K’gari Field Trip 2025 - Immersion in Place, Practice and Technology

The opportunity to step away from daily life and take a field trip with a group of technologically-engaged artists from all over Australia was fully embraced by the nine participants attending the 2025 K’gari Field Trip. Now in its second year, this epic 4-day, 3-night immersion amidst the beauty of World Heritage K’gari is designed to allow space for artists to listen deeply, connect to Country, build skills and apply new technologies in their creative practices.

Delivered by The Refinery in partnership with the University of the Sunshine Coast (UniSC), the K’gari Field Trip is a signature program and a collaborative, place-led laboratory for experimental art making, reflection and interdisciplinary exchange.

On the barge crossing from Rainbow Beach to K’gari, a pod of dolphins greeted the group, setting the scene perfectly for the adventures ahead. Upon arrival to the island, participants stood on the water’s edge in wireless headphones, looking out over the vast ocean, listening to the welcome and words of Butchulla Elder Aunty Joyce Bonner layered into a live mix of field recordings by Leah Barclay. Later, at the Research Station, Aunty Joyce telephoned to formally welcome the group and share stories of the island, from the birthing places in local creeks to her work through song to keep Butchulla language alive through the generations. Her advice to the group was to let K’gari take the lead and remain open to receive its inspiration.

“Sometimes you’re led to a place for a reason,” Aunty Joyce reminded the group “Keep listening to what Country is telling you”.

After a stunning sunrise on day 2, a morning workshop from artist Marian Tubbs challenged participants to let go of creative habit as they set about the Dilli Research Station playfully experimenting with 3D scanners, 360 cameras and zoom recorders to create their own assemblaged works. Encouraging the ‘smashing of things together’, the workshops asked artists to detach from their aesthetic preferences and to test their own value systems to make space for creative discovery beyond taste.

In visits to Central Station and Boorongarra (Lake MacKenzie), artists further explored this way of thinking amongst the aesthetic beauty of these places, using hydrophones to tune in to the underwater sound of crystal clear creeks and hollowed out fallen trees, sounds that are beyond the norms of singing bird chorus and trickling water.  

Technical skill building was the focus of the workshop program on the third day, with teams of artists building wind sensors as inputs into TouchDesigner under the guidance of Dr Toby Gifford, transforming environmental data into live visual and sound compositions and an ecoacoustics workshop with Dr Leah Barclay, profiling the range of technologies and strategies for capturing sonic ecologies. With time to then take these skills and apply them in the field, artists worked within and around the environs adjacent to the Research Station or along the K’gari Great Walk, deeply listening and recording in the field. A sunset drone session on the beach captured sharks and a whale and calf cruising the ocean waters, whilst a Wongari (Dingo) was spotted in the creek nearby. Projections of the day’s captures and experiments were then projected on reed beds in the nearby creek and across the walls of the research station, as a way of reflecting on the day and in celebration of new skills and footage captured.

The final day was an opportunity for a workshop on vibe coding by Toby Gifford and allowed groups to consolidate new skills in more site visits to Boorangoora, the rust coloured Lake Boomanjin, and inland towards the western side of the island. Artists experimented with listening and creating field recordings using zoom recorders and bi-aural microphones, set ups for 360 camera shots, and photo and video drone capture, above and beneath the surface.

Not wanting to leave, the group reluctantly packed up to catch the last barge off the island, spotting whales along the way as the convoy of vehicles drove along the beach and towards the last of the sunset.

The K’gari Field Trip continues to evolve as a model for place-based artist development, inviting artists to observe, listen and unsettle their assumptions and experiment with practice that is more responsive, respectful, and more deeply rooted in place and respect for Country. 

Thank you to the artists who joined the trip, Anna Munster (NSW), Andrew Styan (NSW), Felix Cehak (Qld/NSW), Georgia Haywood (Qld), Kellie O’Dempsey (Qld), Lisa Kurtz (Qld), Marion Tubbs (NSW), Michelle Barker (NSW) and Yandell Walton (Vic).

Special mention to Nooks and Cooks catering for their extraordinary meals infused with bush tucker and for keeping the group nourished for four days of experimentation. 

Thank you to our partners in the Creative Ecologies Research Cluster at UniSC, in particular Dr Leah Barclay, Dr Toby Gifford and Megan Williams and students Janine Fuller and Marcia Grimm.

Images courtesy of Leah Barclay, Marcia Grimm and Toni Wills.

R|Short Program: K’gari Field Trip is presented by SCCA through The Refinery in partnership with the Creative Ecologies Research Cluster at UniSC.

Supported by Major Partners, Queensland Government through Arts Queensland, Sunshine Coast Council through the Regional Arts Development Fund, and Media Partner IN Publishing (Hello Sunshine Magazine and In Noosa Magazine).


**What you should do**
The answer must be every line below that holds the word "ndissatisfied".

+++ Recorded information

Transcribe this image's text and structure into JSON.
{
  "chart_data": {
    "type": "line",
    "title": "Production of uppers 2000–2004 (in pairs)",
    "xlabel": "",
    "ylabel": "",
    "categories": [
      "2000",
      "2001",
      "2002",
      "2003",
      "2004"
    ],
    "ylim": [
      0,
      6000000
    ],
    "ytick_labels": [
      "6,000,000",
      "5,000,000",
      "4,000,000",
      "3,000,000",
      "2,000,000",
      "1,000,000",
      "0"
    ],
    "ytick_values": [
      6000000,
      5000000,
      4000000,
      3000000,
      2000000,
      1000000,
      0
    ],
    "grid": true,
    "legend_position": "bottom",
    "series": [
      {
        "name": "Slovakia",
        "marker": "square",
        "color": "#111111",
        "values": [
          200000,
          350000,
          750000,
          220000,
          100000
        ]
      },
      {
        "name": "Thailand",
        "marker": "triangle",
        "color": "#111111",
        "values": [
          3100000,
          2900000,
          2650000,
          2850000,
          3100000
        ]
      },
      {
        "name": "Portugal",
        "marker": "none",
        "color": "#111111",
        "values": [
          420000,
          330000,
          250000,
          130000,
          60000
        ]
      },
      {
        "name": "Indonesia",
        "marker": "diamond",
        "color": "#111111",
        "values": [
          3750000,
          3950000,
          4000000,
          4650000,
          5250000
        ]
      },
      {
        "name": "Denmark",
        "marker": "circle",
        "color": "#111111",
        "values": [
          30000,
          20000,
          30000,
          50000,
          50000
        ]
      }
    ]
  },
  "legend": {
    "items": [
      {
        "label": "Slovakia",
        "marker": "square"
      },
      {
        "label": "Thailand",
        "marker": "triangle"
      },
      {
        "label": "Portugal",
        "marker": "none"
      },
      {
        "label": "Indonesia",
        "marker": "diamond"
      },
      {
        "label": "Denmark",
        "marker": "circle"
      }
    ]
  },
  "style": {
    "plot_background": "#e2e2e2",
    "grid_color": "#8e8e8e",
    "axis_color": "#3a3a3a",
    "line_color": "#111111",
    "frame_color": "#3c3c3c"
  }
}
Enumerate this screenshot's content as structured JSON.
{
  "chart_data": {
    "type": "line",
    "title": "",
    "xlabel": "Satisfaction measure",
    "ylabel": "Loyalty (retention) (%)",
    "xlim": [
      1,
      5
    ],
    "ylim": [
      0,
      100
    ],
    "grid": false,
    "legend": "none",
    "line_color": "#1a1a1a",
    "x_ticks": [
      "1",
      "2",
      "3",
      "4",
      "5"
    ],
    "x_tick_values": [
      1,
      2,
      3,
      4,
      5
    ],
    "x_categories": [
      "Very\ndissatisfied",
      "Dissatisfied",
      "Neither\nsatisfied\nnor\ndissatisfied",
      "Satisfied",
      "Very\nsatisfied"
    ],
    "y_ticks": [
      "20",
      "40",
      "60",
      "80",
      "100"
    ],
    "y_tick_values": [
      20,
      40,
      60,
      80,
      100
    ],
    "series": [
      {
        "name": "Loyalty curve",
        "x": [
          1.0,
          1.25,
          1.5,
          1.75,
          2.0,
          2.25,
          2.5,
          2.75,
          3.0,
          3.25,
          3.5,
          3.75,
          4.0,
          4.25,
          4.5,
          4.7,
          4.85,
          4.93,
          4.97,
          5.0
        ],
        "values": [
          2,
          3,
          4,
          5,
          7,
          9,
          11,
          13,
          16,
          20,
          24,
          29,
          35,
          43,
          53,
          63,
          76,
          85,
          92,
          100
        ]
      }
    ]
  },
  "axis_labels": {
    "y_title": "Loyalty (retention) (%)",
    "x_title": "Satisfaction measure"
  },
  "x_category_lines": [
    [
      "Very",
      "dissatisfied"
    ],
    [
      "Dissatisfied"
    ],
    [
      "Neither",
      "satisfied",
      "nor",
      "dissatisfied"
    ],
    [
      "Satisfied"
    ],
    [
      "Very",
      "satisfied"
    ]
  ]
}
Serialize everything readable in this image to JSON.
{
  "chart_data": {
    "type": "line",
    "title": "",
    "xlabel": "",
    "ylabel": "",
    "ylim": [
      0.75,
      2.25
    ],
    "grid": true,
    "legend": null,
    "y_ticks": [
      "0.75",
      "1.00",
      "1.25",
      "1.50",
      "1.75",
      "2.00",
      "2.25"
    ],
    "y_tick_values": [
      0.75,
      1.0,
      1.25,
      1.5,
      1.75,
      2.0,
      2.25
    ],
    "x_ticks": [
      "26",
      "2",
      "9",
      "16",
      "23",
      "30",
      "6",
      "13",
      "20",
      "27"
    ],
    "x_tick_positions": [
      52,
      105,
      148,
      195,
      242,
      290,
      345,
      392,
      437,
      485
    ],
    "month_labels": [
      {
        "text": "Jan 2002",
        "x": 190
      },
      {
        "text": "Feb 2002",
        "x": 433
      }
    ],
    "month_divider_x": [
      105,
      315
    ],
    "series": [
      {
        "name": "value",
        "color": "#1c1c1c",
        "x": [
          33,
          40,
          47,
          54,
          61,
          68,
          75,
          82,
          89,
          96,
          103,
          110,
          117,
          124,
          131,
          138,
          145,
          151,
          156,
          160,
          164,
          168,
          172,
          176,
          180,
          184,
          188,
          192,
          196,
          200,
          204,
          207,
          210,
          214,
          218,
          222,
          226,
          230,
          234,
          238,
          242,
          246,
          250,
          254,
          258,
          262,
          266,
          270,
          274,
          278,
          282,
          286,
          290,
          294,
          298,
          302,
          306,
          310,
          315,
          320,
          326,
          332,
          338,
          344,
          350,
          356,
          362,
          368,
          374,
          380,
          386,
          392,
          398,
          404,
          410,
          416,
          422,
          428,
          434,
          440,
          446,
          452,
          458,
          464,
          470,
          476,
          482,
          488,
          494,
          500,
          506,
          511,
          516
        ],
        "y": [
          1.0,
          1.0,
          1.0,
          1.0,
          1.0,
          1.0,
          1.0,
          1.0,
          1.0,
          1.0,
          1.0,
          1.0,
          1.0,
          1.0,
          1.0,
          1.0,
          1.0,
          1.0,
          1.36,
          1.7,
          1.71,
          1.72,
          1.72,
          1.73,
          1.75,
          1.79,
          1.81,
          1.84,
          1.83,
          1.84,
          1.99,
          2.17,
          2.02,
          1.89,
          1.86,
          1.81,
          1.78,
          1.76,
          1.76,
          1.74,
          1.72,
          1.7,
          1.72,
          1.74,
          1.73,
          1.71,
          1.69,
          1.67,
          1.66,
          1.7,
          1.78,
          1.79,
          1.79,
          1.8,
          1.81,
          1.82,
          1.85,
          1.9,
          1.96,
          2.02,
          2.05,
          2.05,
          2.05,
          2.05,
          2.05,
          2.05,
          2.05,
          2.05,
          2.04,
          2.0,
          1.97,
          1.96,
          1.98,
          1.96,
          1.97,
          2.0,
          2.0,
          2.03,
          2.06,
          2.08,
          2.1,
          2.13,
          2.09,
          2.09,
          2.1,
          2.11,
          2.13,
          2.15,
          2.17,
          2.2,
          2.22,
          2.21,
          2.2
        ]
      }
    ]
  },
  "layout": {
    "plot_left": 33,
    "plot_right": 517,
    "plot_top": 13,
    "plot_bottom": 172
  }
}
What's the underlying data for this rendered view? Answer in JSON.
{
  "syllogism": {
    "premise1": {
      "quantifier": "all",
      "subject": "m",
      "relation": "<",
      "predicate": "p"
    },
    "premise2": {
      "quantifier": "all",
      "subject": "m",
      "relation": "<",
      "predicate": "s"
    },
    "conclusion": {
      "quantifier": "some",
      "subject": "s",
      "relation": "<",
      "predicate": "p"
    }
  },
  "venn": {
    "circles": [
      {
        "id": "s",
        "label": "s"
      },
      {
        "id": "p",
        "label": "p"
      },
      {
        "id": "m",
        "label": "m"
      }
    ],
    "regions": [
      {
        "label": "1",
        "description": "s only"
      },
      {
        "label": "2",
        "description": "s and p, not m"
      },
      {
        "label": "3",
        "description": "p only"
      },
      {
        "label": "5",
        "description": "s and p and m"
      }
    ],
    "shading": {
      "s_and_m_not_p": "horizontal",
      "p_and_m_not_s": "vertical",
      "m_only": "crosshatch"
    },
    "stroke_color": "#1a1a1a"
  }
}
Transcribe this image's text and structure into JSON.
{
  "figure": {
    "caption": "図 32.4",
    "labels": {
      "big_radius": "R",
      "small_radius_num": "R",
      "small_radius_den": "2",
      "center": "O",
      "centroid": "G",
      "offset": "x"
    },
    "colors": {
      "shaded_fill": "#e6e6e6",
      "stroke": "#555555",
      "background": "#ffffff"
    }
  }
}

++++++

**Your response**
      "Very\ndissatisfied",
      "Neither\nsatisfied\nnor\ndissatisfied",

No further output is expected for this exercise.